Communicating the Climate: From Knowing Change to Changing Knowledge
This volume explores the question of whether science should be centered in climate-change communication.
This volume explores the question of whether science should be centered in climate-change communication.
This article tells the epic tale of the fall and rise of Mono Lake— the strange and beautiful Dead Sea of California—which fostered some of the most important environmental law developments of the last century.
Erin Ryan argues that environmental law is uniquely prone to federalism discord because it inevitably confronts the core question with which federalism grapples—who gets to decide?—in contexts where state and federal claims to power are simultaneously at their strongest.

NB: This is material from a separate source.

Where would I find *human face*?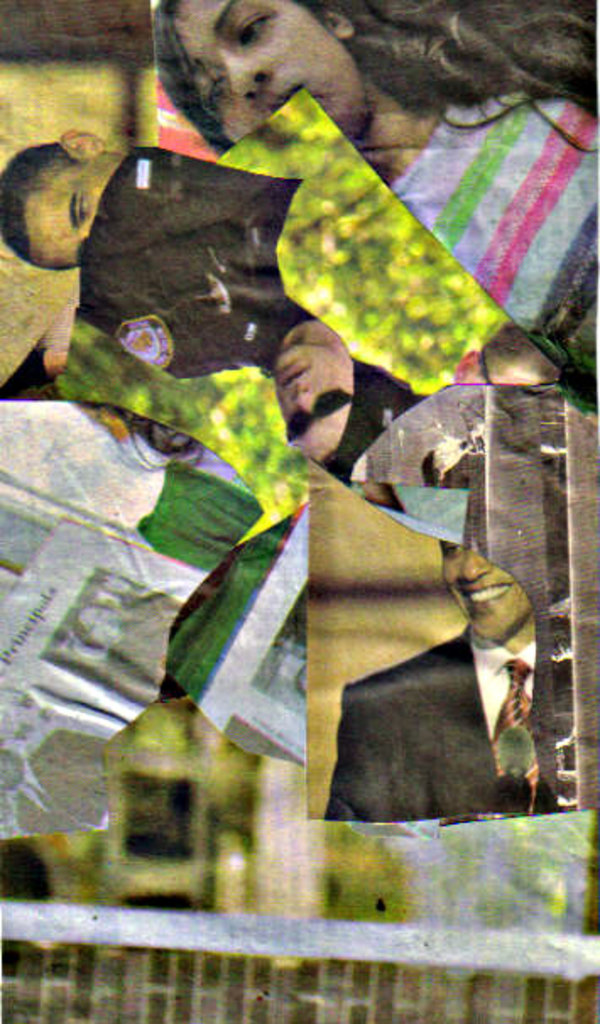
At 272,314,360,473.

In the United States, debate over the responsibilities of different levels of government are framed within our system of constitutional federalism, which divides sovereign power between the central federal administration and regional states. Dilemmas about devolution have been erupting in all regulatory contexts, but environmental governance remains uniquely prone to federalism discord because it inevitably confronts the core question with which federalism grapples—“who gets to decide?”— in contexts where state and federal claims to power are simultaneously at their strongest.

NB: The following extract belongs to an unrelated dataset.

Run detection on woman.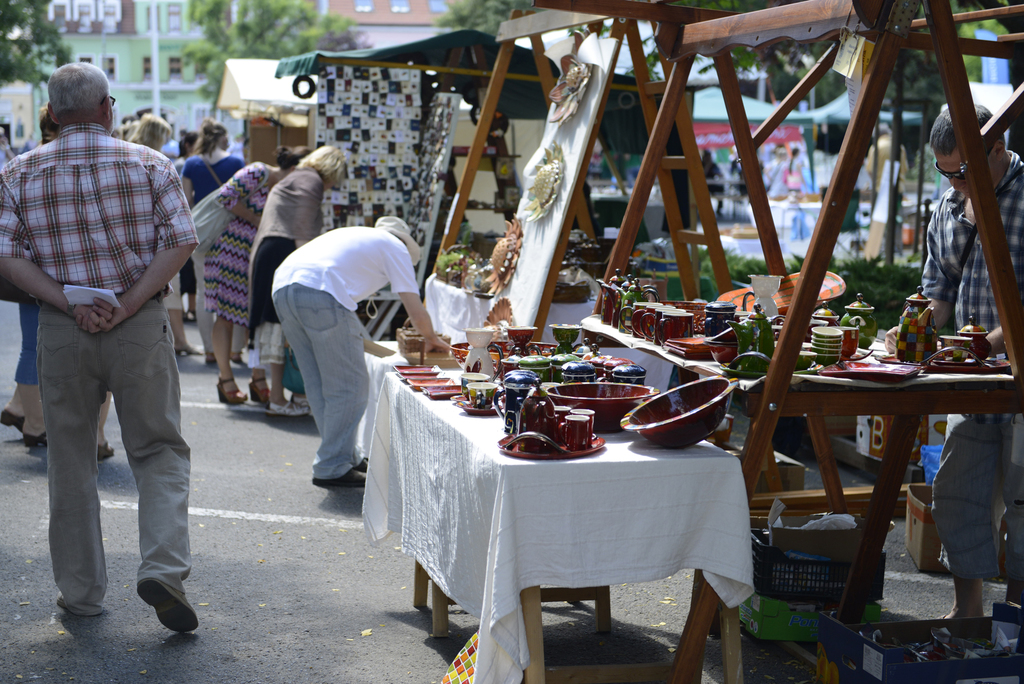
Result: crop(246, 145, 349, 418).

Brill explores the relationship between “Science” and “the sciences”, and the political potential of the two, in the context of research cooperations involving indigenous groups.
Martinez emphasizes the importance of adapting climate communication strategies to local situations.
This is Chapter 9 of the exhibition “Rachel Carson’s Silent Spring: A book that changed the world” by historian Mark Stoll.
This volume provides new histories of Pacific whaling from untold perspectives.
Nancy Shoemaker considers the four main products harvested in the nineteenth-century sperm whale trade.
Vicki Luker details the important role played by tabua—or whales’ teeth—in Fijian history.